SNR-Edit: Structure-Aware Noise Rectification for Inversion-Free Flow-Based Editing
Lifan Jiang
Boxi Wu
Yuhang Pei
Tianrun Wu
Yongyuan Chen
Yan Zhao
Shiyu Yu
Deng Cai
State Key lab of CAD&CG, Zhejiang University
Submit to ICML 2026
Paper | GitHub | Dataset
SNR-Edit is a training-free, model-agnostic framework for inversion-free text-guided image editing with flow-based generative models. SNR-Edit identifies a Structural--Stochastic Mismatch, where a fixed Gaussian proxy drives the source trajectory off the source latent manifold and causes structural drift. To address this, SNR-Edit constructs a structure-aware prior by decomposing the source image into semantic regions (SAM2), encoding geometry with RoPE, and mapping region signatures through a frozen randomized projection to form a structural map. The map is resized to latent resolution, min--max normalized to [-1, 1], and broadcast to obtain a latent prior that modulates the noise.
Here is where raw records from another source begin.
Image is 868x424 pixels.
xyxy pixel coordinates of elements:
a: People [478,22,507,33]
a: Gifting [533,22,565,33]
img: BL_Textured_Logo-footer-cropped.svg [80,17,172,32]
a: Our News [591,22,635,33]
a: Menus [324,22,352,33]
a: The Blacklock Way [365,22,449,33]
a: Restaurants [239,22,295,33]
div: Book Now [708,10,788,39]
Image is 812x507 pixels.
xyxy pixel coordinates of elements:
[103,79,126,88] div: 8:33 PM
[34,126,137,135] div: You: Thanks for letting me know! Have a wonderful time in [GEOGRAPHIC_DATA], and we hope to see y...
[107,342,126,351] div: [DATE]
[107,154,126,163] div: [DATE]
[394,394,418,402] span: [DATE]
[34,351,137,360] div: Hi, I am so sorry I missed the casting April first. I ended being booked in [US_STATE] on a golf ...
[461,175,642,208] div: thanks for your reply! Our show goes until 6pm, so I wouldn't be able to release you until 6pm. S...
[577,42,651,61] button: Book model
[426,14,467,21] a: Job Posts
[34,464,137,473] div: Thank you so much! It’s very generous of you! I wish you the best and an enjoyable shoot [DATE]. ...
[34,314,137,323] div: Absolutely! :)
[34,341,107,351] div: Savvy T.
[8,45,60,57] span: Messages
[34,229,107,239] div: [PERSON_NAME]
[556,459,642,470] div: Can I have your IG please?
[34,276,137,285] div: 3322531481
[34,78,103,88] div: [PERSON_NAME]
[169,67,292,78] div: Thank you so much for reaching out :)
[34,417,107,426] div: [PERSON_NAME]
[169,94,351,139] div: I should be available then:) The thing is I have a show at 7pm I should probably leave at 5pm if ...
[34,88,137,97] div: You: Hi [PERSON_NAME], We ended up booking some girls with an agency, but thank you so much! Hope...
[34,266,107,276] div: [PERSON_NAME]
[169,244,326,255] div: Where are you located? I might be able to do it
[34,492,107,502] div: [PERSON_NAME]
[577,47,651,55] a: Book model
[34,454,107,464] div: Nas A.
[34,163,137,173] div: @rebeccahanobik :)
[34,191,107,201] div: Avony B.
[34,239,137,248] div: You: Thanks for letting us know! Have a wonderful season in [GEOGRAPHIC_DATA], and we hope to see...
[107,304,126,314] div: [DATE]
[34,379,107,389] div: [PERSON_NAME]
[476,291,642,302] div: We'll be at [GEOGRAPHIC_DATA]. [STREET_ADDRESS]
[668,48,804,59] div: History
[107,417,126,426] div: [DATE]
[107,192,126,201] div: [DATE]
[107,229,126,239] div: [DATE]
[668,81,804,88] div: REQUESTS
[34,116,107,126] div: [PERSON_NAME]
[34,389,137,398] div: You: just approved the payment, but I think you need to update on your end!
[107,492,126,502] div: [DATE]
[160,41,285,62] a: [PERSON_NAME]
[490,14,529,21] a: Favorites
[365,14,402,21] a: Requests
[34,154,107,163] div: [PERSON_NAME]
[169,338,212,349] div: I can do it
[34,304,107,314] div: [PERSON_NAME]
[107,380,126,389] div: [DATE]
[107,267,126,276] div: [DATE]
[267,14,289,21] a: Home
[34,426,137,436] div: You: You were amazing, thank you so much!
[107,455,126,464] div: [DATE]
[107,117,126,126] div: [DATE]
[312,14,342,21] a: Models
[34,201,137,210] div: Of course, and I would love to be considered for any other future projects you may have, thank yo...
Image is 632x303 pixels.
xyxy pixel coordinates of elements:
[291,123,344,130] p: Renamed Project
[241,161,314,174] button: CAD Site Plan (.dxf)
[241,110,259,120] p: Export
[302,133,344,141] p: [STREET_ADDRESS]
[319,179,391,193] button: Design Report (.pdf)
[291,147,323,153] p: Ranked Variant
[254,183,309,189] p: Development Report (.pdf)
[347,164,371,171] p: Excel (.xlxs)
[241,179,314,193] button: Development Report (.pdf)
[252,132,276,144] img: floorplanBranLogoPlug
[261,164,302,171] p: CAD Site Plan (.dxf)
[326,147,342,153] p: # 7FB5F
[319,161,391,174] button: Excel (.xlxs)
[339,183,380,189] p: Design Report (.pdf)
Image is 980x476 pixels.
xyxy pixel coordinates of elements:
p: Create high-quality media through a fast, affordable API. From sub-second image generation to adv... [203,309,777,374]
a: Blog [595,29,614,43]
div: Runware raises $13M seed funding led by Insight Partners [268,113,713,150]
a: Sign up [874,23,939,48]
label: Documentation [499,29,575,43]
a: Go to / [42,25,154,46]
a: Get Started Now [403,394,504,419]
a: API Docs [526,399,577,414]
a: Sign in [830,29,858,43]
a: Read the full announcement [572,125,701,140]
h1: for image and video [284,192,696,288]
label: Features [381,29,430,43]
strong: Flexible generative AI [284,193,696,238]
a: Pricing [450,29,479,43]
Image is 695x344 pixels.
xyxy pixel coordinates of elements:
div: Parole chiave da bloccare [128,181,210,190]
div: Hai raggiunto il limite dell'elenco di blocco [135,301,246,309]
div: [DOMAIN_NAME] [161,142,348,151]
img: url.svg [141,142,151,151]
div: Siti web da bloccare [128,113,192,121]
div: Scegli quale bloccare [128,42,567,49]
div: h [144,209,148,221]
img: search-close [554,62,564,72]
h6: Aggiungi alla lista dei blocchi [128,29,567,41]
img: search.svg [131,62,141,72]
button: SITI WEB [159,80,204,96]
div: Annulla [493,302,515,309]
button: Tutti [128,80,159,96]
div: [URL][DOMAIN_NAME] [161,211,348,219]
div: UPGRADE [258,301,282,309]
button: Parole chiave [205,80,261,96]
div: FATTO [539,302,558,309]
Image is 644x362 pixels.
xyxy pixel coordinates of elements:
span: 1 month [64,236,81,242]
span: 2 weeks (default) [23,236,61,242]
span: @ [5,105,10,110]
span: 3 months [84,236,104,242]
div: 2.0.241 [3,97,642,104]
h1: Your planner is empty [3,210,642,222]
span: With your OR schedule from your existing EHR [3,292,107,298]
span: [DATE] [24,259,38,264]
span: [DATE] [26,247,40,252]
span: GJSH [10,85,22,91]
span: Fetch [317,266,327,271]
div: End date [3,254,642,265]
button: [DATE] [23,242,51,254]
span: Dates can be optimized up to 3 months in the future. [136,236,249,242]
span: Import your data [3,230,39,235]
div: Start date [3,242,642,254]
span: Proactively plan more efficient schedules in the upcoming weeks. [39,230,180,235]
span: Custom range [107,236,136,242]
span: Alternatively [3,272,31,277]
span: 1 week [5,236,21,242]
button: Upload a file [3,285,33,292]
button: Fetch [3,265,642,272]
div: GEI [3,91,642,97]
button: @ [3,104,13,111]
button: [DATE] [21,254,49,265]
During integration, SNR-Edit mixes this prior with Gaussian noise to form rectified noise and computes a corrected source state that anchors the dynamics. It then evaluates the target velocity at a re-anchored position, yielding a rectified flow that preserves layout while executing edits. SNR-Edit improves structural fidelity and text alignment on SD3 and FLUX with minimal overhead.
Abstract
Inversion-free image editing using flow-based generative models challenges the prevailing inversion-based pipelines. However, existing approaches rely on fixed Gaussian noise to construct the source trajectory, leading to biased trajectory dynamics and causing structural degradation or quality loss. To address this, we introduce SNR-Edit, a training-free framework achieving faithful Latent Trajectory Correction via adaptive noise control. Mechanistically, SNR-Edit uses structure-aware noise rectification to inject segmentation constraints into the initial noise, anchoring the stochastic component of the source trajectory to the real image’s implicit inversion position and reducing trajectory drift during source–target transport. This lightweight modification yields smoother latent trajectories and ensures high-fidelity structural preservation without requiring model tuning or inversion. Across SD3 and FLUX, evaluations on PIE-Bench and SNR-Bench show that SNR-Edit delivers performance on pixel-level metrics and VLM-based scoring, while adding only ~1s overhead per image.